7 Comments on “Crony Capitalism and Damned Lies”

  1. Roofingbird's avatar Roofingbird says:

    I had to smile at your use of the word grok. Are you aware that you have a Citibank advertisement below your blog? Workpress did that to me without asking last year and I couldn’t see it. I had to go in and turn it off.

    • Roofingbird's avatar Roofingbird says:

      Well, Ctibank is gone and you are now advertising for Obama. So, it appears to be a rotating ad space under the grayed out block of “ADVERTISEMENT”. I hate this thing because you have no control over ads on your page, but the opposition does. I had to pay money to take it off.

      • dakinikat's avatar dakinikat says:

        We paid money to take them off and they still aren’t gone. They are working on it. It’s really pissing me off because it’s been about a month now. I am about ready to go rogue and move us to a different site since we own our domain we can do it.

  2. Outis's avatar Outis says:

    Everything you said here only seems to be sinking in for a few. As I looked on in horror at people killing each other on Black Friday for junk made in other countries by slaves (what other name would you call it?) I wondered why Americans are so loathe to see the truth in front of their eyes? Why are people so resistant to the message of OWS? When corporate welfare is so rampant, why are we worried about the small numbers spent on social services? I suppose the word “poor” is part of the problem, or “weakest.” People are so afraid to see themselves painted with that brush and so have no problem supporting Rs and Ds preaching austerity. What they don’t understand is that they and everyone they know benefit from these services, if not directly then indirectly. People don’t like to see themselves as poor, and so every shred of compassion or decency goes out the window, like cheering on the death of someone without healthcare or telling someone to get a job and pull themselves up by their bootstraps even though every job in their town has been shipped overseas. If you beat on someone less fortunate than you is that some kind of magical protection?

    Everyone I know has been affected in some way or another, losing a job or a house, sending their kids to rundown, underfunded and overcrowded schools, sweating bullets over healthcare costs.
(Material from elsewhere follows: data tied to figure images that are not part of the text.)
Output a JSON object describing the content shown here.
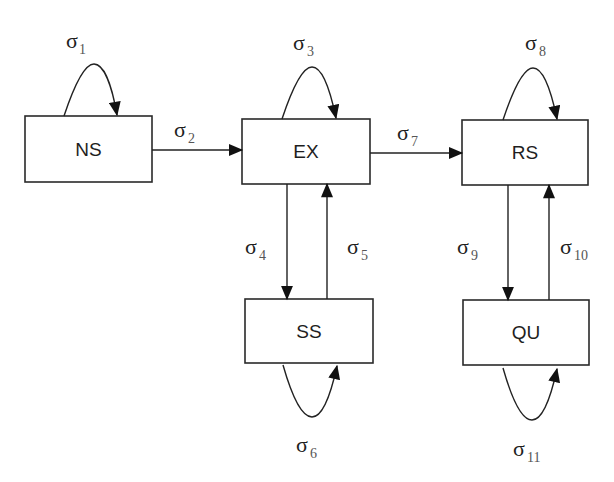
{
  "diagram": {
    "type": "state-transition",
    "states": [
      {
        "id": "NS",
        "label": "NS",
        "x": 25,
        "y": 116,
        "w": 127,
        "h": 66
      },
      {
        "id": "EX",
        "label": "EX",
        "x": 242,
        "y": 119,
        "w": 128,
        "h": 65
      },
      {
        "id": "RS",
        "label": "RS",
        "x": 462,
        "y": 120,
        "w": 126,
        "h": 65
      },
      {
        "id": "SS",
        "label": "SS",
        "x": 245,
        "y": 299,
        "w": 128,
        "h": 64
      },
      {
        "id": "QU",
        "label": "QU",
        "x": 463,
        "y": 300,
        "w": 126,
        "h": 65
      }
    ],
    "transitions": [
      {
        "id": "t1",
        "from": "NS",
        "to": "NS",
        "symbol": "σ",
        "sub": "1"
      },
      {
        "id": "t2",
        "from": "NS",
        "to": "EX",
        "symbol": "σ",
        "sub": "2"
      },
      {
        "id": "t3",
        "from": "EX",
        "to": "EX",
        "symbol": "σ",
        "sub": "3"
      },
      {
        "id": "t4",
        "from": "EX",
        "to": "SS",
        "symbol": "σ",
        "sub": "4"
      },
      {
        "id": "t5",
        "from": "SS",
        "to": "EX",
        "symbol": "σ",
        "sub": "5"
      },
      {
        "id": "t6",
        "from": "SS",
        "to": "SS",
        "symbol": "σ",
        "sub": "6"
      },
      {
        "id": "t7",
        "from": "EX",
        "to": "RS",
        "symbol": "σ",
        "sub": "7"
      },
      {
        "id": "t8",
        "from": "RS",
        "to": "RS",
        "symbol": "σ",
        "sub": "8"
      },
      {
        "id": "t9",
        "from": "RS",
        "to": "QU",
        "symbol": "σ",
        "sub": "9"
      },
      {
        "id": "t10",
        "from": "QU",
        "to": "RS",
        "symbol": "σ",
        "sub": "10"
      },
      {
        "id": "t11",
        "from": "QU",
        "to": "QU",
        "symbol": "σ",
        "sub": "11"
      }
    ]
  },
  "colors": {
    "stroke": "#222222",
    "text": "#1e1e1e",
    "subscript": "#555555",
    "background": "#ffffff"
  }
}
When will it finally freaking sink in? Maybe if these articles use language more like Elizabeth Warren and not ask people to champion the poor but by building a strong society they’re helping the damn person in the mirror. Duh. Or maybe we should all sponsor free tours to scary socialist countries like Sweden and Denmark so they can see what you get when your tax dollars flow back into the economy for the people instead of wars and tax breaks. You mean you get healthcare and clean, safe public spaces and transportation and your kid goes to college? wtf? That would be a real eye opener.

    • ralphb's avatar ralphb says:

      At least Occupy seems to be breaking through some of the useless clutter and lies for some of the people anyway. That’s better than the nothing we had before.
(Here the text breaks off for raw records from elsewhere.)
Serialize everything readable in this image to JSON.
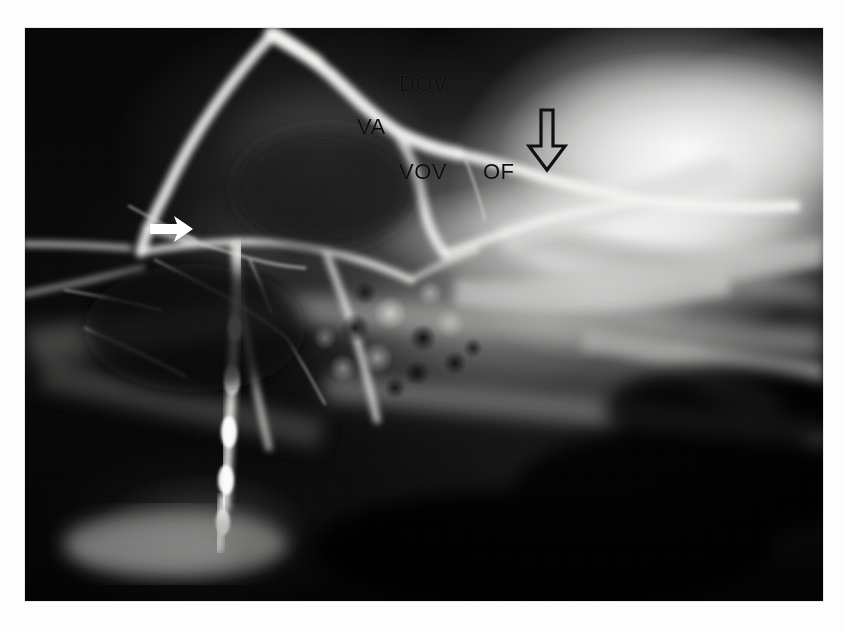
{
  "figure": {
    "kind": "radiograph",
    "modality": "venography / angiogram",
    "projection": "lateral head and neck",
    "background_color": "#ffffff",
    "plate_color": "#050505",
    "label_color": "#111111",
    "marker_color": "#ffffff"
  },
  "labels": [
    {
      "id": "dov",
      "text": "DOV",
      "x": 399,
      "y": 81,
      "meaning": "dorsal ophthalmic vein"
    },
    {
      "id": "va",
      "text": "VA",
      "x": 357,
      "y": 124,
      "meaning": "ventral anastomosis"
    },
    {
      "id": "vov",
      "text": "VOV",
      "x": 399,
      "y": 169,
      "meaning": "ventral ophthalmic vein"
    },
    {
      "id": "of",
      "text": "OF",
      "x": 483,
      "y": 169,
      "meaning": "orbital fissure"
    }
  ],
  "markers": [
    {
      "id": "open-arrow",
      "shape": "outlined-down-arrow",
      "x": 541,
      "y": 110,
      "width": 30,
      "height": 58,
      "fill": "none",
      "stroke": "#111111"
    },
    {
      "id": "solid-arrowhead",
      "shape": "solid-right-arrow",
      "x": 150,
      "y": 221,
      "width": 42,
      "height": 20,
      "fill": "#ffffff"
    }
  ],
  "plate": {
    "left": 25,
    "top": 28,
    "width": 798,
    "height": 573
  }
}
      • Outis's avatar Outis says:

        Absolutely it’s better and I applaud what they are trying to do. I just can’t believe it when people slag them off. And not just fox watchers. My only comeback when that happens is, “Are you new?”
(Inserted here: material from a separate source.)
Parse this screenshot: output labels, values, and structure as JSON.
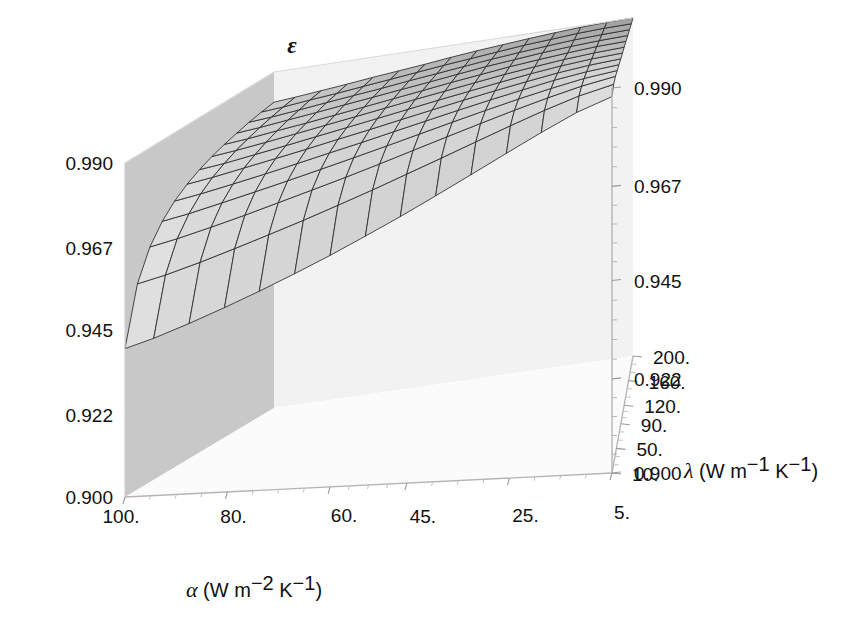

  3. jawbone's avatar jawbone says:

    From David Dayen’s news roundup for today over at FDL:

    • In another provocative take, Thomas Edsall writes that the Obama campaign plans to effectively give up on attracting white working class voters in 2012. First, there’s no reason that it’s an either-or scenario. Second, the greatest gains over 2010 in the big races so far this year – particularly in Wisconsin and Ohio – have come from bounce-back performances by Democrats or the liberal position among the white working class. So abandoning that would be a mistake. (My emphasis).

    As if he didn’t, really, in ’08? But it will be much harder to bamboozle the working class voters in 2012.